*TASK:*
Every line from the beginning of the records below up to the one holding "The width and height of the screenshot is (966, 560)." should be quoted exactly; leave out the rest.

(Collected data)
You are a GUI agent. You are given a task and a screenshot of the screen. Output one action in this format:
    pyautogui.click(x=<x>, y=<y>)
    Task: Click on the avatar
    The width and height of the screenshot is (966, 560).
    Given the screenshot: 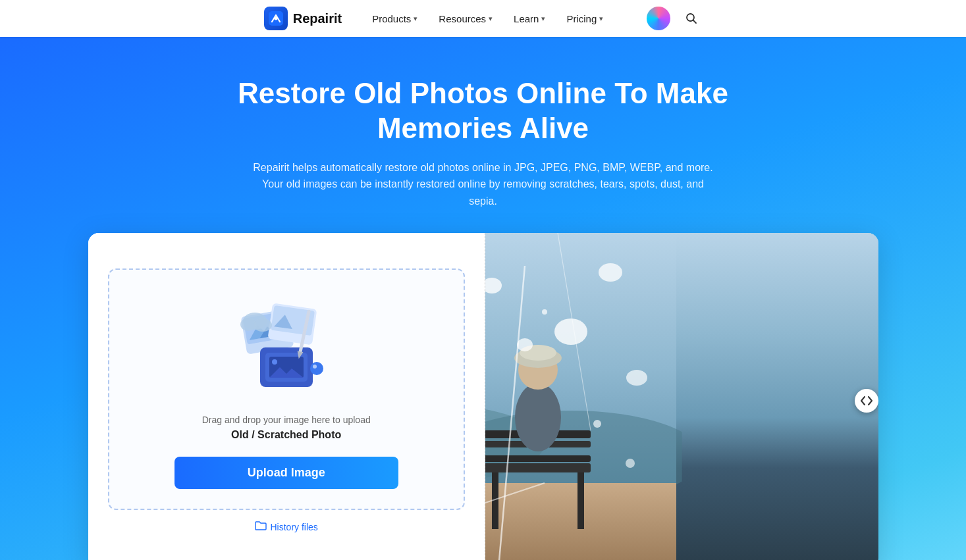 What is the action you would take?
    pyautogui.click(x=658, y=18)
    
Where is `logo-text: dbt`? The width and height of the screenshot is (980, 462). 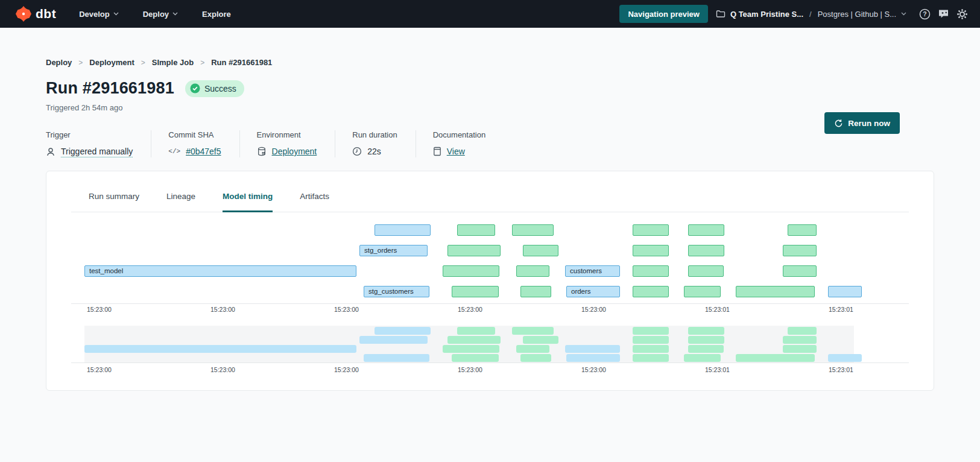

*YOUR RESPONSE:*
You are a GUI agent. You are given a task and a screenshot of the screen. Output one action in this format:
    pyautogui.click(x=<x>, y=<y>)
    Task: Click on the avatar
    The width and height of the screenshot is (966, 560).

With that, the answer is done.